In these ways, books are made loud by the voice of the author, the poet, the storyteller.


With printing being relatively costly, digitising these readings, performances and stories has been one way I have looked to add detail and volume to the books for audiences to enjoy.


But I, as the publisher, often see so much more than the end products. I see:

  • the movement of hands cutting and foldings over and over until a neat stack of 50 booklets lie ready to be pressed

  • the scribbles in sketchbooks and waste lino from relief prints made rich with ink.

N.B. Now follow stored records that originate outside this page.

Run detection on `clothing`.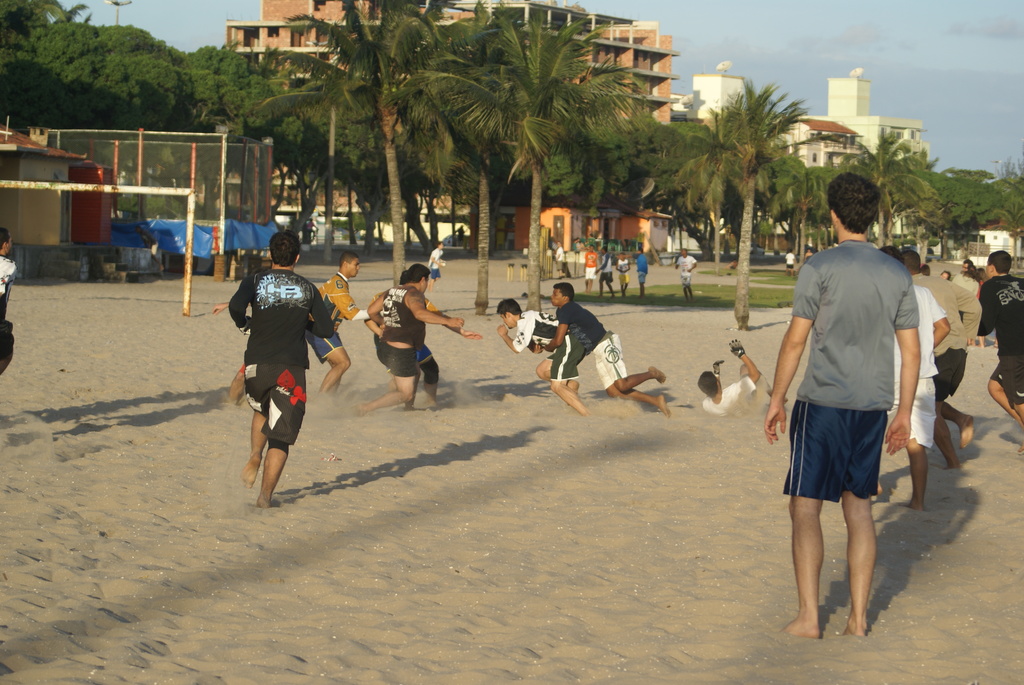
Result: [956, 263, 986, 282].
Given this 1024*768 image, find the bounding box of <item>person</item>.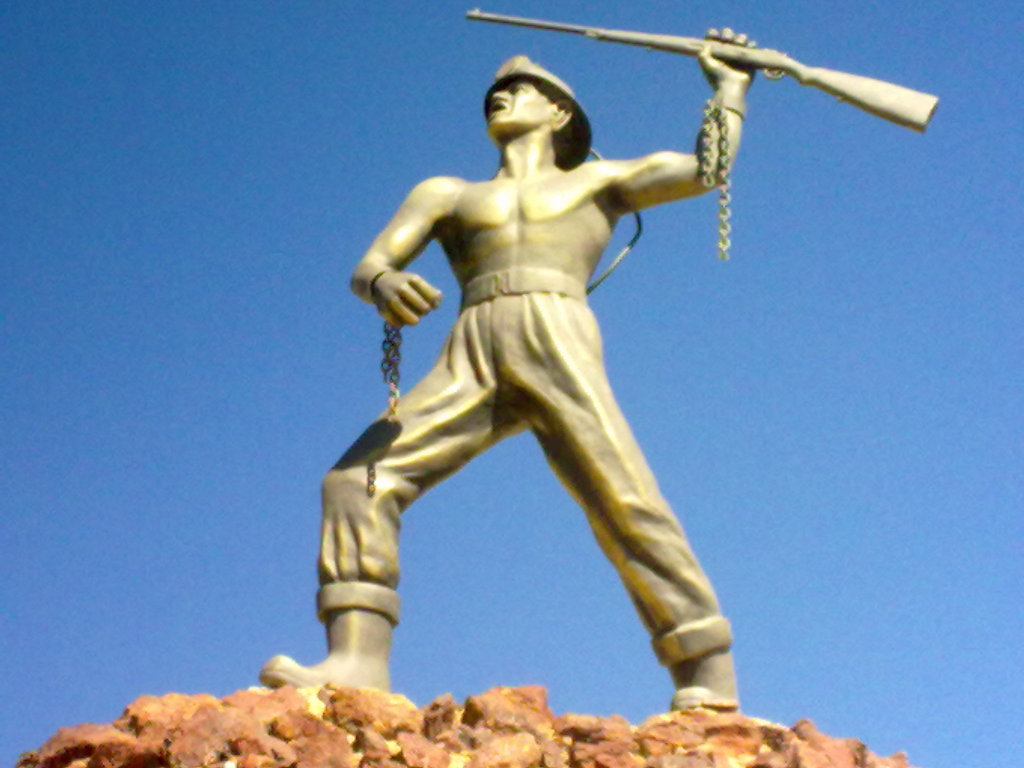
box(260, 27, 760, 715).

  • And in the cases of books made with community art groups and organisations, I see the poetry workshops and writing sessions that gently nurtured poems and prose from folks who have said “I can’t write” “I don’t know how”.

 

To me, it’s sometimes this network of people that truly says “amplified publishing”. The book is actually part of a constellation of contributors and concepts and places and time spent and connections made. And when we bring folks into the publishing experience for the first time, it is publishing itself, be that the processes or the industry, that is acted upon, innovated, amplified.

 

As I challenge myself to produce, promote and distribute No Bindings’ most “normal” book to date, I come back again and again to thinking about publishing as an art form; a tool for gathering ideas and artists together into a cultural object. 

 

Perhaps the tension will forever be between:

  1. The fact this book was made is important enough.

  2. If that book isn’t read, does all that hard work mean nothing?